Court asked to vacate WOTUS rule
The brief filed in the U.S. Court of Appeals for the Sixth Circuit lays out in detail the substance of the groups’ allegations. It follows a year of litigation over which court had jurisdiction to hear challenges to the expansive rule.
In a brief that asks that the rule to be struck in its entirety, the petitions for review challenge the regulation defining “waters of the United States” within the meaning of the Clean Water Act (CWA).
“First, the agencies violated fundamental tenets of administrative law. The agencies failed to reopen the comment period after making fundamental changes to the proposed rule, and they withheld the key scientific report on which the rule rested until after the comment period closed.
“The agencies also refused to undertake required economic and environmental analyses, including a mandatory analysis of small business impacts and consideration of less burdensome alternatives; engaged in an unprecedented propaganda campaign to promote the rule and rebuke its critics, displaying a closed mind even during the public comment period; and lobbied against legislative efforts to stop the rule, which the U.S. Government Accountability Office has concluded was illegal.
“Second, the rule expands the agencies’ jurisdiction well beyond what the CWA’s text and structure allows. The agencies disregarded statutory checks on their power and distorted relevant Supreme Court precedent. At bottom, the Rule reads the term navigable out of the CWA, asserting jurisdiction over remote and isolated features that bear no meaningful relationship to ‘navigable waters.’
“These uncertain standards are impossible for the public to understand or the agencies to apply consistently. By regulating features across the landscape that have no meaningful relationship to navigable waters, the rule also exceeds the agencies’ power under the Commerce Clause and usurps state authority under the constitution’s and the CWA’s federalist structure.”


THE PROBLEM
Provide nothing except how many lines of the data contain the word "labels".

Data records
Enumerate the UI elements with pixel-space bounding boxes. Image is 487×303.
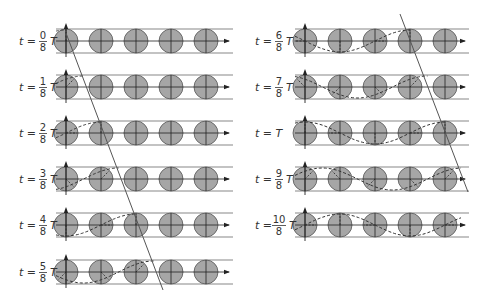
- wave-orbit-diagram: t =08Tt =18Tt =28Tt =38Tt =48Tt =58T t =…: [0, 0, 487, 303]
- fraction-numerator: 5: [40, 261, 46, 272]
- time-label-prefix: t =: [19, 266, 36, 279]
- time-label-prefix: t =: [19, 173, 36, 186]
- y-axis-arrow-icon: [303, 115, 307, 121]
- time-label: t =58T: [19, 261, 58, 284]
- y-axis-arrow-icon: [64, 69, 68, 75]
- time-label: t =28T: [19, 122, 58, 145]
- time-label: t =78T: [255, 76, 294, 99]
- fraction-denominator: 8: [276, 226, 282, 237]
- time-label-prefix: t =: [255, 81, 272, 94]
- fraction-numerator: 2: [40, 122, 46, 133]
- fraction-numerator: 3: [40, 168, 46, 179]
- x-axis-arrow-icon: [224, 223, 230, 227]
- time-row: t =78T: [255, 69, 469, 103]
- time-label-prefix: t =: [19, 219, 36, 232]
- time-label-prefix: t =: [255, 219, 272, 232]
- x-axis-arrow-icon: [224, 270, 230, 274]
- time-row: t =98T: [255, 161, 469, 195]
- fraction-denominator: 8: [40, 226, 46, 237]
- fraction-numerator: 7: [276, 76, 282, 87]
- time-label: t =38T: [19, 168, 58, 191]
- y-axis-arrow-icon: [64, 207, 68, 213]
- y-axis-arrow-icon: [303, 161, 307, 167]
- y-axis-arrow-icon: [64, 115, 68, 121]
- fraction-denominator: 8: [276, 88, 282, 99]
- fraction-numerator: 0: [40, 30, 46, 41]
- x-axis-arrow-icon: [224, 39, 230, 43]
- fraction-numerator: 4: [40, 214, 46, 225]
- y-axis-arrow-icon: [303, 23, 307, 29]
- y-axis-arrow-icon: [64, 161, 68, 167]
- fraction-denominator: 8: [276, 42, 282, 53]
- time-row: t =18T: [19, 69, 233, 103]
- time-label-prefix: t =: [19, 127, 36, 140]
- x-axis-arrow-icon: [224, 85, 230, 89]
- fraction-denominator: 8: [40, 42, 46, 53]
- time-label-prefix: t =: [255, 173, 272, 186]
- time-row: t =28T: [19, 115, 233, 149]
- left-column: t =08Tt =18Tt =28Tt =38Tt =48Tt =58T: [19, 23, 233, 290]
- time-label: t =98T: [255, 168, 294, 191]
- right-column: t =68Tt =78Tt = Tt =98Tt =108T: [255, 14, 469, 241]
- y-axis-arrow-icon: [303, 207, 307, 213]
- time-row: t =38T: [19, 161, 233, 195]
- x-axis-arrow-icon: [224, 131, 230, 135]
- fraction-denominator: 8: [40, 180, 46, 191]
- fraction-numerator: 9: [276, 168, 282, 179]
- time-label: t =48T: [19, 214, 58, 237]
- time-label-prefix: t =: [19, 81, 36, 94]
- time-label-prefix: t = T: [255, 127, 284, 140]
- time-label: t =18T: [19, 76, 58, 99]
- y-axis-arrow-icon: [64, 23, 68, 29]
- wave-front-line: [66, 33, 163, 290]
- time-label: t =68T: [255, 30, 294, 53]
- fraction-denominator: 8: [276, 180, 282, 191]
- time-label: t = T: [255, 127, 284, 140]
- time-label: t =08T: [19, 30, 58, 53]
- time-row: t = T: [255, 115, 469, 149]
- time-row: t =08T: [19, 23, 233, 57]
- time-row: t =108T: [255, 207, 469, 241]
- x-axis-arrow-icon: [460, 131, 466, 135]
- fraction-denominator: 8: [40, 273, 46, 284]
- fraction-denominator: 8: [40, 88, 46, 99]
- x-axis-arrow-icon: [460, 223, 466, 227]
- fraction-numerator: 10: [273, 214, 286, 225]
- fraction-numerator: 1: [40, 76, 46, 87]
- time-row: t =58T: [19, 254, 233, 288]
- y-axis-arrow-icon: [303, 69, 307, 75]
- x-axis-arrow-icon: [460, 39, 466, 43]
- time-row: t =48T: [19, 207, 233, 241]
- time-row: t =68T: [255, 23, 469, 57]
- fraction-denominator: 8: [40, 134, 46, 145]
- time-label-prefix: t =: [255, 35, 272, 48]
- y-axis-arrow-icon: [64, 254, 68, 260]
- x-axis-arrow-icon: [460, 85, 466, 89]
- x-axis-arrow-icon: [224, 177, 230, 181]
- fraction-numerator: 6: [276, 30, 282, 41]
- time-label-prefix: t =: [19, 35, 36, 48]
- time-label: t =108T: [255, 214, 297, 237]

...

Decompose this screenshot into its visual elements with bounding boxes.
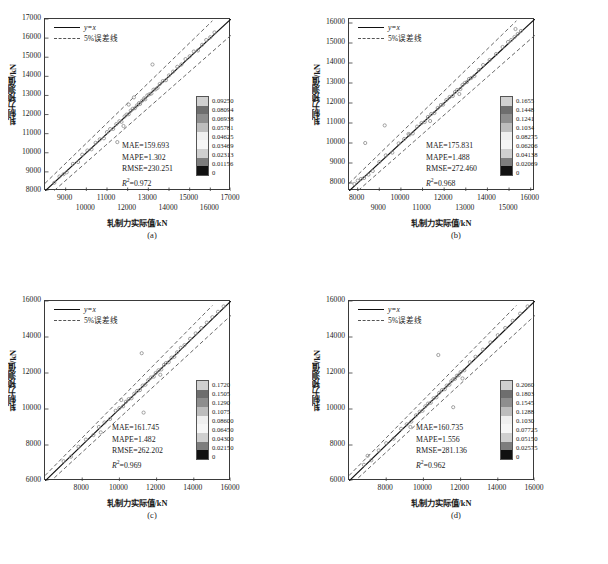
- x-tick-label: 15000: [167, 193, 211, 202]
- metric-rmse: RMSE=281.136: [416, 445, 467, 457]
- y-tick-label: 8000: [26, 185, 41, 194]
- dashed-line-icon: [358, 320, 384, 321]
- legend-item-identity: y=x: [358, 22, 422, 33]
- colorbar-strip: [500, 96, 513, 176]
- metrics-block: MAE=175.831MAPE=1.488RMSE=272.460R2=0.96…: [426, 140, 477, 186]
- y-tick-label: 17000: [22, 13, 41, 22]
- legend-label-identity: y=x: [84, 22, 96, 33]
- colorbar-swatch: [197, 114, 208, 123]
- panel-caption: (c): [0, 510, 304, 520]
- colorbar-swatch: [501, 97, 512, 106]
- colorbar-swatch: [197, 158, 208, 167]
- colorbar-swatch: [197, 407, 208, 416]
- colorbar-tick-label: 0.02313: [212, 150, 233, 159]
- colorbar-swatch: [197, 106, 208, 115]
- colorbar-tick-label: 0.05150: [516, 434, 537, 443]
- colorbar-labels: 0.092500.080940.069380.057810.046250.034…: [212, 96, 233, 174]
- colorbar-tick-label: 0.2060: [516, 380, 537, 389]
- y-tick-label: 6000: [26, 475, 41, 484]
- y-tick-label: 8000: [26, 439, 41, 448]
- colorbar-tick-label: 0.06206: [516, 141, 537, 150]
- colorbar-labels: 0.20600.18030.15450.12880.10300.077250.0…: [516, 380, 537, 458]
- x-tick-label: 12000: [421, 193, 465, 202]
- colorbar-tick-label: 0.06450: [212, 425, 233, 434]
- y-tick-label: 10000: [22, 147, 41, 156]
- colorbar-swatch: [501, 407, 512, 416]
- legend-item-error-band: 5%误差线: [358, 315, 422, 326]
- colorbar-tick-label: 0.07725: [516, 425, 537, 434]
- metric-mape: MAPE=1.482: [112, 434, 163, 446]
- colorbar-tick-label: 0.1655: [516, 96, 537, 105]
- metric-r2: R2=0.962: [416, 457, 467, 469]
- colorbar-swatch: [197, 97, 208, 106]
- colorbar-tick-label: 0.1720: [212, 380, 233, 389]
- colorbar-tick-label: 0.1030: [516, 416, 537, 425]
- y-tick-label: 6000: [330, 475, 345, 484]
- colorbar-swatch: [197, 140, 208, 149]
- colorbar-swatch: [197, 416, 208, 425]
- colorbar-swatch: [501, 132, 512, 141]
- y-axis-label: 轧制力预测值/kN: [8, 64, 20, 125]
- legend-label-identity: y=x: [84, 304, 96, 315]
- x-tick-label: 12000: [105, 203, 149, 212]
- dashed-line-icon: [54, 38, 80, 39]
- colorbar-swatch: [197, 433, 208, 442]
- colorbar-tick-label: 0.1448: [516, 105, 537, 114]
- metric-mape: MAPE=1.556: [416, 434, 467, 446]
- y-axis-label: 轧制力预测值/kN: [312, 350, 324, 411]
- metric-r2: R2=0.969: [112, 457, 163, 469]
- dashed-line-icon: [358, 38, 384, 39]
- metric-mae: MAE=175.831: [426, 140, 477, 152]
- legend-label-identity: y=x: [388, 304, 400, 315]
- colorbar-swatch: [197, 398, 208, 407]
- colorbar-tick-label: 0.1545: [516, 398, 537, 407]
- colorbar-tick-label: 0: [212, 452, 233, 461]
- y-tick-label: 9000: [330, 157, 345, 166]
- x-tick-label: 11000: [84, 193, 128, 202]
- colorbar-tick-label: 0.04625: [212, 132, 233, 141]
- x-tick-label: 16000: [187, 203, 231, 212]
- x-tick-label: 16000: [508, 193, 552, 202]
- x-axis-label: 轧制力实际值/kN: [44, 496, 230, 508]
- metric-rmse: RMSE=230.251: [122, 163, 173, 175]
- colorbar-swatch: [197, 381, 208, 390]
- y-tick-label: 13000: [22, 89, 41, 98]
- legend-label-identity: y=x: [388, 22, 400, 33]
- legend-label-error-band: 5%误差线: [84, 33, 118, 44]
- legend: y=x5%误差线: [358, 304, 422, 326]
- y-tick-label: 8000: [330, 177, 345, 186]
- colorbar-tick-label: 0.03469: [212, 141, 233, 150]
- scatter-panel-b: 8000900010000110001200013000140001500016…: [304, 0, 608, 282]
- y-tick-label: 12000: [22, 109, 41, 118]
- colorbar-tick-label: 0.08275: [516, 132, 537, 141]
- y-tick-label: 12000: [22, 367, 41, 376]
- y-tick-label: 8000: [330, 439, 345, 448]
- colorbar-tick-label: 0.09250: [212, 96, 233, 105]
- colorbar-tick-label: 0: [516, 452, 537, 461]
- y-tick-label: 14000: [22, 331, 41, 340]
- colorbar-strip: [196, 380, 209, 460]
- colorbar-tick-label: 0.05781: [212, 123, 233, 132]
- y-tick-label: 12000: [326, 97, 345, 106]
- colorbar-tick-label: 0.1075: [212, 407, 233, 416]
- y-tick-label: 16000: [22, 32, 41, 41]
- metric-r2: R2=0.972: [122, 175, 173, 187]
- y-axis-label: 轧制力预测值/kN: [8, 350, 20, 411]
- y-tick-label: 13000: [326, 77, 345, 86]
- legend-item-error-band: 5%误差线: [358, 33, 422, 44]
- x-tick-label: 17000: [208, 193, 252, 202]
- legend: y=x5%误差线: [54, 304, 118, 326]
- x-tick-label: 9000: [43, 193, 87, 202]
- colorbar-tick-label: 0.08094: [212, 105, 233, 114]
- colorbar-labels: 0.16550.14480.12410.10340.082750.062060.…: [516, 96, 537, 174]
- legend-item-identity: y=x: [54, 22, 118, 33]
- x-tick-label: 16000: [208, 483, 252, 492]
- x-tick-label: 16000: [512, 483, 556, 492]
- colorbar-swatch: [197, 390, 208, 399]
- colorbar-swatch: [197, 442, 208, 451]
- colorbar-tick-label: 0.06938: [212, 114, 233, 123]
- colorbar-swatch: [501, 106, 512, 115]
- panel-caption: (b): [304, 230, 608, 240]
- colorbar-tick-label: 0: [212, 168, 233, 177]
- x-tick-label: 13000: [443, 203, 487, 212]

==

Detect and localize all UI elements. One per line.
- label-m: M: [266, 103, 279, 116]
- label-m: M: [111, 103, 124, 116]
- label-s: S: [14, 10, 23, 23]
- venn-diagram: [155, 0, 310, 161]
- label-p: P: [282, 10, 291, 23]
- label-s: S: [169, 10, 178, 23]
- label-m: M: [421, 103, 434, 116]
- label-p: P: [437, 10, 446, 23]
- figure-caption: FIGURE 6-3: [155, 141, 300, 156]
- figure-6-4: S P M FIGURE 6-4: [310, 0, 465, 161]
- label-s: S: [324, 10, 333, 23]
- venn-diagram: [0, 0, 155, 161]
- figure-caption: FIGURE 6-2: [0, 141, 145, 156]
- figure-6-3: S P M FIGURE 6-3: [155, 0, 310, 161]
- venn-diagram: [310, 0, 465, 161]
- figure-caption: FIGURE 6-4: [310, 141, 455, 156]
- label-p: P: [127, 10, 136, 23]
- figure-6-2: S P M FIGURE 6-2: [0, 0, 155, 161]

RESPONSE
3